The Hammer and The Cross by Harry Harrison. Carl. Chapter 8, 9, 10

“Anyway, Old Bones, you should be glad to give your wealth to an Englishman. There are worse than me who would take it from you.”

Torch alight again, he propped it against a rotting timber, stepped up to the seat with its grisly occupant, put his arms round the body and lifted it carefully, hoping the remains of flesh and skin and cloth would hold the crumbling bones together. Turning, he laid it down to face the women’s bodies in the well of the boat.

“Now you three must fight your own battles down here.”

He took the gold circlet from the skull and pressed it down on his own head. Turning back to the empty chair, he picked up the whetstone, the scepter that had lain under the king’s right hand and tapped its solid two-foot weight meditatively into one palm.

“One thing I will give you for your gold,” he added. “And that is vengeance for your descendant. Vengeance on the Boneless One.”

As he spoke, something rustled in the dim darkness behind him. For the first time Shef recoiled with shock. Had the Boneless One heard his name and come? Was he trapped in the tomb with some monstrous serpent?

Mastering himself, Shef stepped towards the noise, torch high. It was the rope by which he had climbed down. The end of it had been cut.

From above, dimly, he heard grunts of effort. Earth began, as it had done in his dream of Kar the Old, to patter down through the hole.

It took all his effort of will to reason this out. It was not a nightmare, not something to destroy one’s wits. Call it a puzzle, something to work out and solve.

There are enemies up there. Padda and his men might have become frightened and run off, but they would not have cut the rope or thrown earth down on me. Nor would Guthmund. So someone has driven them off while I was down here, maybe the English, come to defend their king’s mound. But they do not seem to want to come down after me. Still, I will never get out this way.

But is there another way? King Edmund had spoken of this as Raedwald’s hoard, but this is the mound of Wuffa. Could he and his ancestors have been using this as a hiding place for wealth? If so, there might be a way to add to it—or to withdraw it. But the mound was solid above. Is there another way? If there is, it will be close to the gold. And the gold will be as close as it can be to the guardian. Stepping over the bodies he walked to the chair and pulled it to one side to reveal four stout wooden boxes with leather handles. Sound leather handles, he noted, fingering one. Behind them, cut neatly out of the planking where the bow of the boat curved down, a square black hole, hardly bigger than a man’s shoulders.

That is the tunnel! He felt immense relief, an invisible weight lifted from him. It was possible. A man from outside could crawl along that, open a box, close a box, do what he needed. He would not even have to face the old king he knew was there.

The tunnel must be faced. He pushed the circlet down on his head again, gripped the torch, now burned almost to its end. Should he take whetstone or mattock? I could dig myself out with the mattock, he thought. But now I have taken his scepter from the old king, I have no right to put it down. Torch in one hand, whetstone in the other, he stooped and crawled into the blackness.

As he inched forward the tunnel narrowed. He had to thrust first with one shoulder, then with the other. The torch burned down, scorching his hand. He crushed it out against the earth wall and crawled on, trying to believe that the walls were not closing on him. Sweat sprang out on his head and ran into his eyes; he could not free a hand to wipe them. Nor could he crawl back now; the tunnel was too low for him to raise his hips and edge backward.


◆ TASK TO COMPLETE
Transcribe every entry verbatim; omit pictures.

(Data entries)

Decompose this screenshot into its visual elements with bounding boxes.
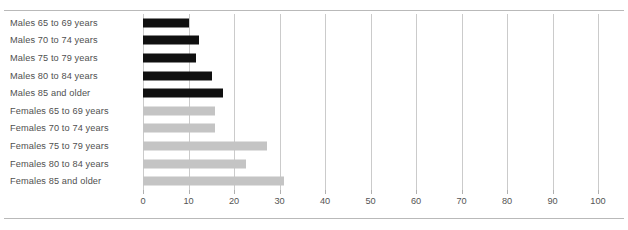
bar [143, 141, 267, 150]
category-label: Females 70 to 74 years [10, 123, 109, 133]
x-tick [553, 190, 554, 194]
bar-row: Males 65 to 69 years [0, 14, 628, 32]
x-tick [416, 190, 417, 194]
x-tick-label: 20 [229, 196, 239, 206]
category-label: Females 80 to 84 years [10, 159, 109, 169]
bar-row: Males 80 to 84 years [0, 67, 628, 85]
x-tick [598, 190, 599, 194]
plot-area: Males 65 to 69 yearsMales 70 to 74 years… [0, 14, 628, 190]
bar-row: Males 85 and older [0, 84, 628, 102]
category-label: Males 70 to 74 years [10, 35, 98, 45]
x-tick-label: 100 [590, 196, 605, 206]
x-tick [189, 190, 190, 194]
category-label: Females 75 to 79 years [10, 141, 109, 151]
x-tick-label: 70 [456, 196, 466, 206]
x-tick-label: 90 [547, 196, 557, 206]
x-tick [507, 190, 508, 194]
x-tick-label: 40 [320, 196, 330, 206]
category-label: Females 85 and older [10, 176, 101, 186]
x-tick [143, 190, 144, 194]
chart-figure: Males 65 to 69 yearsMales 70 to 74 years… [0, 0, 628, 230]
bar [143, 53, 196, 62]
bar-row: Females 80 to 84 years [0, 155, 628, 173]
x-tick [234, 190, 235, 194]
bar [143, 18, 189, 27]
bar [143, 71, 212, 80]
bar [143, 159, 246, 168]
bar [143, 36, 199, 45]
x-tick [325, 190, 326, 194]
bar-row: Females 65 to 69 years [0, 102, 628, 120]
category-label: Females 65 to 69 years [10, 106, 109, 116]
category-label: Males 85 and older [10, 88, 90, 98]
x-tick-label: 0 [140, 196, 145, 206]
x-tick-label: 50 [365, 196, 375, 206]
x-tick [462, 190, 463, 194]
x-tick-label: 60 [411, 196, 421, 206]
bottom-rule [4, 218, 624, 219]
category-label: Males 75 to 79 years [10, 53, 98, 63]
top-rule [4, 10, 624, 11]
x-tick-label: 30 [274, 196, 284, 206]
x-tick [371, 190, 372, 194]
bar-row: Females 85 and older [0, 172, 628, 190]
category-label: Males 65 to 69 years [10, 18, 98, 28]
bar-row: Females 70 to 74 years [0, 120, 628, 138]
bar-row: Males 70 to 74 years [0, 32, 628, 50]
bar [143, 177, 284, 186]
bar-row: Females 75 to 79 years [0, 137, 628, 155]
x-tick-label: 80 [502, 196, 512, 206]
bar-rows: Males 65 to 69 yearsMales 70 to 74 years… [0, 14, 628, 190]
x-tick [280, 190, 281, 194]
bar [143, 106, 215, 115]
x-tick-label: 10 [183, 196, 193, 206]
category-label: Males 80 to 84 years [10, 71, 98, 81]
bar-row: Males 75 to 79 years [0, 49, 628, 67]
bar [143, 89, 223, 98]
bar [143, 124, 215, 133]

◆ TASK OUTPUT
Decompose this screenshot into its visual elements with bounding boxes.
bar [143, 141, 267, 150]
category-label: Females 70 to 74 years [10, 123, 109, 133]
x-tick [553, 190, 554, 194]
bar-row: Males 65 to 69 years [0, 14, 628, 32]
x-tick [416, 190, 417, 194]
x-tick-label: 20 [229, 196, 239, 206]
category-label: Females 80 to 84 years [10, 159, 109, 169]
bar-row: Males 80 to 84 years [0, 67, 628, 85]
x-tick [598, 190, 599, 194]
plot-area: Males 65 to 69 yearsMales 70 to 74 years… [0, 14, 628, 190]
bar-row: Males 85 and older [0, 84, 628, 102]
category-label: Males 70 to 74 years [10, 35, 98, 45]
x-tick-label: 100 [590, 196, 605, 206]
x-tick [189, 190, 190, 194]
category-label: Females 75 to 79 years [10, 141, 109, 151]
x-tick-label: 70 [456, 196, 466, 206]
x-tick-label: 90 [547, 196, 557, 206]
x-tick [507, 190, 508, 194]
x-tick-label: 40 [320, 196, 330, 206]
category-label: Females 85 and older [10, 176, 101, 186]
x-tick [143, 190, 144, 194]
chart-figure: Males 65 to 69 yearsMales 70 to 74 years… [0, 0, 628, 230]
bar [143, 53, 196, 62]
bar-row: Females 80 to 84 years [0, 155, 628, 173]
x-tick [234, 190, 235, 194]
bar [143, 18, 189, 27]
bar [143, 71, 212, 80]
bar [143, 159, 246, 168]
bar [143, 36, 199, 45]
x-tick [325, 190, 326, 194]
bar-row: Females 65 to 69 years [0, 102, 628, 120]
category-label: Females 65 to 69 years [10, 106, 109, 116]
category-label: Males 85 and older [10, 88, 90, 98]
x-tick-label: 0 [140, 196, 145, 206]
x-tick-label: 50 [365, 196, 375, 206]
x-tick [462, 190, 463, 194]
x-tick-label: 60 [411, 196, 421, 206]
bottom-rule [4, 218, 624, 219]
category-label: Males 75 to 79 years [10, 53, 98, 63]
top-rule [4, 10, 624, 11]
x-tick-label: 30 [274, 196, 284, 206]
x-tick [371, 190, 372, 194]
bar-row: Females 85 and older [0, 172, 628, 190]
category-label: Males 65 to 69 years [10, 18, 98, 28]
bar-row: Females 70 to 74 years [0, 120, 628, 138]
bar-row: Males 70 to 74 years [0, 32, 628, 50]
bar [143, 177, 284, 186]
bar-row: Females 75 to 79 years [0, 137, 628, 155]
x-tick-label: 80 [502, 196, 512, 206]
bar-rows: Males 65 to 69 yearsMales 70 to 74 years… [0, 14, 628, 190]
x-tick [280, 190, 281, 194]
bar [143, 106, 215, 115]
x-tick-label: 10 [183, 196, 193, 206]
category-label: Males 80 to 84 years [10, 71, 98, 81]
bar-row: Males 75 to 79 years [0, 49, 628, 67]
bar [143, 89, 223, 98]
bar [143, 124, 215, 133]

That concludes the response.